You don't need to create 2 variables to store the percentages - simply use Where-Object to test whether any volume is still under 100, then sleep:

# Fetch any drives that aren't already fully encrypted
$unencryptedVolumes = Get-BitLockerVolume | Where-Object VolumeStatus -ne FullyEncrypted

$SecureString = ConvertTo-SecureString "test" -AsPlainText -Force

# Encrypt each volume with the give password.
$unencryptedVolumes |Enable-BitLocker -EncryptionMethod Aes256 -Password $SecureString -PasswordProtector -SkipHardwareTest

# Keep sleeping until all volumes are fully encrypted
while ($waitingFor = Get-BitLockerVolume | Where-Object VolumeStatus -ne FullyEncrypted) {
    # Print list of in-progress volumes to the screen, sleep
    $waitingFor |Format-Table MountPoint,VolumeStatus,EncryptionPercentage
    Start-Sleep -Seconds 10
}

CodePudding user response:

To answer your question as stated, you want to use set-variable. or get-variable.

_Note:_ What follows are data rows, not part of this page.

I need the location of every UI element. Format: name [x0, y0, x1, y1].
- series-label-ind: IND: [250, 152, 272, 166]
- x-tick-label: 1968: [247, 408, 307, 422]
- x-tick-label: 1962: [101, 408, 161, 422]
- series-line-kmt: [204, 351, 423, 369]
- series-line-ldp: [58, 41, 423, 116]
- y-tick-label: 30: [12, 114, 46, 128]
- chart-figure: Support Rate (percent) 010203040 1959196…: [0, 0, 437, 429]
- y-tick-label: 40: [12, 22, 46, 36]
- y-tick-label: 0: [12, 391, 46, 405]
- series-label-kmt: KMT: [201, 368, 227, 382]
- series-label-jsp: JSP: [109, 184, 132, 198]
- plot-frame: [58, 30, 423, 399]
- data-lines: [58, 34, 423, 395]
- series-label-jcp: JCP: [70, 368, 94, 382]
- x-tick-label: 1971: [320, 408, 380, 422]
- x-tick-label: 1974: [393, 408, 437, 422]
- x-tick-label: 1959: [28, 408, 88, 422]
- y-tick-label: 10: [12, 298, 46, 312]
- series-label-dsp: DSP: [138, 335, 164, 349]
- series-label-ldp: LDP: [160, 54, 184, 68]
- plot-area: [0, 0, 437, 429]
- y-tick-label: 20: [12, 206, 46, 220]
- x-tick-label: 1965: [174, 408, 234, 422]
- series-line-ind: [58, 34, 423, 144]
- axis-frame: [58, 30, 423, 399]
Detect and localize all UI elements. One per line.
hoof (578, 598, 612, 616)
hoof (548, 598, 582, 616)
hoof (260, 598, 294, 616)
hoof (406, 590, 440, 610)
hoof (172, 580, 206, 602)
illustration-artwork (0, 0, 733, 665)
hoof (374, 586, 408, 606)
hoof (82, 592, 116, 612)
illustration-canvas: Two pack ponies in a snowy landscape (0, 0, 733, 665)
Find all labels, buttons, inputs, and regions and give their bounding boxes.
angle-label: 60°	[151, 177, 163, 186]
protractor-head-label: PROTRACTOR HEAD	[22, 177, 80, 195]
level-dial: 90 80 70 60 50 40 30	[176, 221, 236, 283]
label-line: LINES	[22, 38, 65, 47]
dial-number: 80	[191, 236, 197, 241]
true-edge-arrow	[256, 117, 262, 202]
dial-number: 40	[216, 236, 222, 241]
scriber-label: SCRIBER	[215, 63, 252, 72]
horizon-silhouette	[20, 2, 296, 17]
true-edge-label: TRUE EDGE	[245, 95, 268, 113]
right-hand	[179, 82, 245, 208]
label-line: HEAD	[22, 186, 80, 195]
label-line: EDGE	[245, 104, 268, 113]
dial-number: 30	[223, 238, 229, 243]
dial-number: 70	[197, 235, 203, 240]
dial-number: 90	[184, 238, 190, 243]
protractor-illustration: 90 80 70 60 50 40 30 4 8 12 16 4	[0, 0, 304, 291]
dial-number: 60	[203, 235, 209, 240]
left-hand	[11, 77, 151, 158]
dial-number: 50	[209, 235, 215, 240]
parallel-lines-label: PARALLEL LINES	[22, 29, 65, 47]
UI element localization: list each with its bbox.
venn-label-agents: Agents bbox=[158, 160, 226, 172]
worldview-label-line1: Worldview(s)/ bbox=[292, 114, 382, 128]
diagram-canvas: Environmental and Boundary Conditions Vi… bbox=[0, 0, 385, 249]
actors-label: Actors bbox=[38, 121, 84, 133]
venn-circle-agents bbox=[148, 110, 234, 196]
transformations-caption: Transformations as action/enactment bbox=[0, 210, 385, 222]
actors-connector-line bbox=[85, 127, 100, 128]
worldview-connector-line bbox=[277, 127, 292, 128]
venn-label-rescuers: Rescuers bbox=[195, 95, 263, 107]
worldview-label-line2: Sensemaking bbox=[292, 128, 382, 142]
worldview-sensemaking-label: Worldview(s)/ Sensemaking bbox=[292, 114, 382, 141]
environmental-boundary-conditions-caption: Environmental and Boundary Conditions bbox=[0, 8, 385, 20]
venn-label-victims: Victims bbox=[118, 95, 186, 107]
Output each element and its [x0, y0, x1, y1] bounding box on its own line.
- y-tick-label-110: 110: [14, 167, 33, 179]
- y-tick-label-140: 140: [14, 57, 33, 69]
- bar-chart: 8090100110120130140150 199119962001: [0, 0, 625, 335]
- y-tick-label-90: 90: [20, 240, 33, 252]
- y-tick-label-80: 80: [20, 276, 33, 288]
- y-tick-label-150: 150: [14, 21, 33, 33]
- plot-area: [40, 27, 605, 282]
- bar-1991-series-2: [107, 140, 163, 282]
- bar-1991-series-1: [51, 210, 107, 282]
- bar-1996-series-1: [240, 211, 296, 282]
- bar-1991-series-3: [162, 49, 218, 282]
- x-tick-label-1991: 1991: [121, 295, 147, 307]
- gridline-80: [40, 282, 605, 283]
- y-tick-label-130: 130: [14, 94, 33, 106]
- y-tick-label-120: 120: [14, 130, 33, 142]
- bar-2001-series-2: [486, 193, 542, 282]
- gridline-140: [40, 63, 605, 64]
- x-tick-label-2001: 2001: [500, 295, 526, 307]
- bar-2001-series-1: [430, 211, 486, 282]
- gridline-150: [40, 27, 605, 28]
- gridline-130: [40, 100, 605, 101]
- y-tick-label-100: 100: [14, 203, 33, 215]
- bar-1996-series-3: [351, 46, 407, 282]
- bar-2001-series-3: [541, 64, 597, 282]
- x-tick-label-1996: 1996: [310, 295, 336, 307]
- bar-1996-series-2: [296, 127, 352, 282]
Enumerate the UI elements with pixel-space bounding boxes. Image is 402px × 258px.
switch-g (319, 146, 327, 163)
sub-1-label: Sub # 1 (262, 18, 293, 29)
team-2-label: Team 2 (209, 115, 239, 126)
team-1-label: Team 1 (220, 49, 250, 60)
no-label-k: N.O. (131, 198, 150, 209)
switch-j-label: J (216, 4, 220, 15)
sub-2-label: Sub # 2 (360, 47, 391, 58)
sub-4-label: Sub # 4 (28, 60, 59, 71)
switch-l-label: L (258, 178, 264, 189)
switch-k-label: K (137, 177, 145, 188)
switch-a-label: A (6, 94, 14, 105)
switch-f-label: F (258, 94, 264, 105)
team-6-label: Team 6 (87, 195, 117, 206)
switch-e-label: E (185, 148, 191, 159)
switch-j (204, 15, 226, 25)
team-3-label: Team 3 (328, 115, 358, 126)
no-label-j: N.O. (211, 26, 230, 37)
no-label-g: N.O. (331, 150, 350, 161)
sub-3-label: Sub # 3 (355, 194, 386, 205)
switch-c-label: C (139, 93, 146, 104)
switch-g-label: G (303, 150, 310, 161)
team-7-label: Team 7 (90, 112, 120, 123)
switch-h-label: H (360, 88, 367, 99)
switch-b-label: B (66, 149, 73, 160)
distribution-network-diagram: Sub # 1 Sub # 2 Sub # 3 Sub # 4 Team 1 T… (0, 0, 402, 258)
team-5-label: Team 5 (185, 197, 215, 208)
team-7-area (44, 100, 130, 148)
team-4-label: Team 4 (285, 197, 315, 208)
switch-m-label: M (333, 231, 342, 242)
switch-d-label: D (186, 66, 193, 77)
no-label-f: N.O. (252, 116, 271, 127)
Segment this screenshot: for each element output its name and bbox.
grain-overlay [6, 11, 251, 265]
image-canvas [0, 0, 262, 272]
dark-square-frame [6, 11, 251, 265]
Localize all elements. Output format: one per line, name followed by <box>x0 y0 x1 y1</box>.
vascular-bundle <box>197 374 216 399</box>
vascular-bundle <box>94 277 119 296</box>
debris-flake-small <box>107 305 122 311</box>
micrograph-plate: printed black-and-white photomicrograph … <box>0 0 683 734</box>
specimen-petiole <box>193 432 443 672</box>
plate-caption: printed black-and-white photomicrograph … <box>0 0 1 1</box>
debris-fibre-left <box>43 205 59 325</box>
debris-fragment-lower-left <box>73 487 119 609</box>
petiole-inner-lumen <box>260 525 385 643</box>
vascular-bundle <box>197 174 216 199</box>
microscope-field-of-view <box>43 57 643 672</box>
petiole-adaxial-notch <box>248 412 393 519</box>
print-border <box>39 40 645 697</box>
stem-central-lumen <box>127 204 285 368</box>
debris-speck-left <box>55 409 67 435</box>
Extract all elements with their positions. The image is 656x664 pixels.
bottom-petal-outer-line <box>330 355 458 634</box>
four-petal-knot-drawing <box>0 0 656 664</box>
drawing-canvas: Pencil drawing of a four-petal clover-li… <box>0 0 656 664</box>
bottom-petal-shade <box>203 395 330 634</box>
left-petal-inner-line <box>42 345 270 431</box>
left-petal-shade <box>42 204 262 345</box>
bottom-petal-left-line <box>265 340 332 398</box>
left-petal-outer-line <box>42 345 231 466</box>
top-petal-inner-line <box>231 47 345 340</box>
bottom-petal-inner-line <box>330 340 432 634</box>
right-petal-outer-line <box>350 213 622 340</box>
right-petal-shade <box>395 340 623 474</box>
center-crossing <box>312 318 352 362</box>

This command will store/retrieve variables, and the variables can be named via another variable. This get's tricky, and in order to do math you need to combine them.

for example

Foreach ($number in 1..20) {
    Set-Variable -Name name$number -Value "this is number $number"
    Get-Variable -Name name$number
}

you can also use Remove-Variable or New-Variable but New-Variable is basically superseded by Set-Variable as well as, if a variable exists, New-Variable will spit out an error

in order to do math it get's trickier as you can't just call the variable and add 1

so this is very not effective but something like:

foreach ($number in 1..20) {
    Set-Variable -Name name$number -Value "$((get-variable -name name$number)   1)"
    Get-Variable -Name name$number
}

this could increment it by 1. but now you're calling a ton of stuff to do a simple name1 =1 or name1

you can also do some fancy stuff like

Foreach ($number in 1..20) {
    Set-Variable -Name "name$({0:D2} -f $number)" -Value "this is number $number"
    Get-Variable -Name "name$({0:D2} -f $number)"
}

the more you have, the more you have to code and get (like calling the variable as above is a long string). As the other answer says, usually there's a much simpler option.